On July 18, the price of gold hit a record high of $1,602.10 an ounce. After a sixfold rise over the past 10 years, compared with a 32% total return for the Standard & Poor’s 500-stock index, it is easy to imagine that the end of the gold rush is at hand.

But some market watchers say the reasons to own gold may be getting stronger. Cash earns nothing, with the U.S., European Union and China, among others, keeping interest rates artificially low. And paper currencies feel thinner than ever, with the possibility of government defaults in Europe and even in the U.S. The only thing worse than earning nothing on your cash is having its purchasing power go down if the dollar shrivels in value.

Those issues, even individually, can be supportive for gold,” says David Wilson, a commodity strategist at Société Générale. “None of them are going away.”A look at past bull markets in gold can help investors identify the moment when the rally has lost its legs.

The first is frothiness. Back in 1980, during gold’s previous peak, inflation was rising by 1% a month and interest rates were pushing 14%. The mood approached hysteria as the price of gold doubled in less than two months.

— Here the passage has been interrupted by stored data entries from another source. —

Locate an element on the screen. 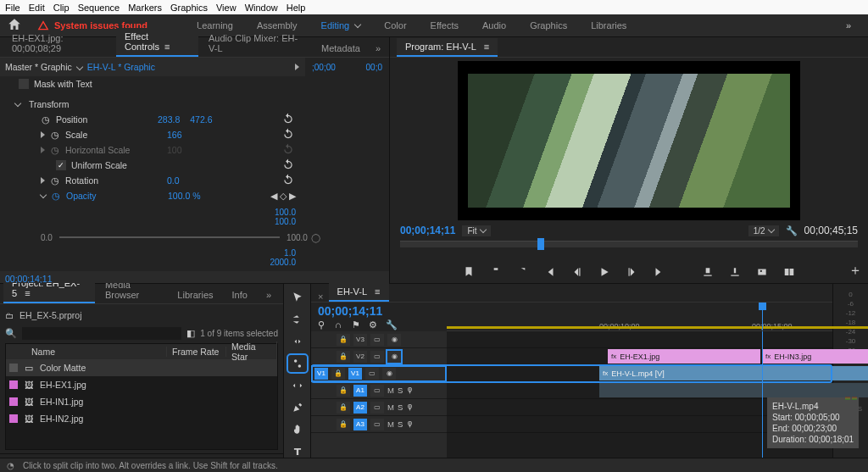 This screenshot has height=472, width=868. ec-clip-link: EH-V-L * Graphic is located at coordinates (121, 67).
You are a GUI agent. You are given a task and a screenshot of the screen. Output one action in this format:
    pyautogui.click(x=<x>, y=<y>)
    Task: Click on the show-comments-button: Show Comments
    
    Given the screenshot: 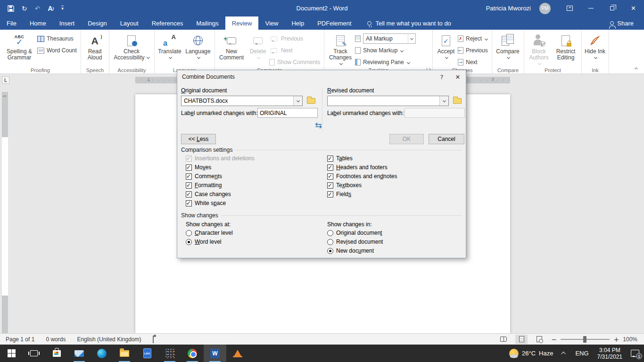 What is the action you would take?
    pyautogui.click(x=295, y=62)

South Africa’s international distributor of Krugerrands ran out of the popular gold coins, New York Federal Reserve President-elect Anthony Solomon was forced to dismiss rumors of a return to the gold standard, and the $1.6 trillion invested in gold exceeded the $1.4 trillion value of U.S. stocks.

While the enthusiasm for gold today is high—see the recent flurry television commercials advertising gold coins—most analysts agree that it hasn’t turned into outright euphoria.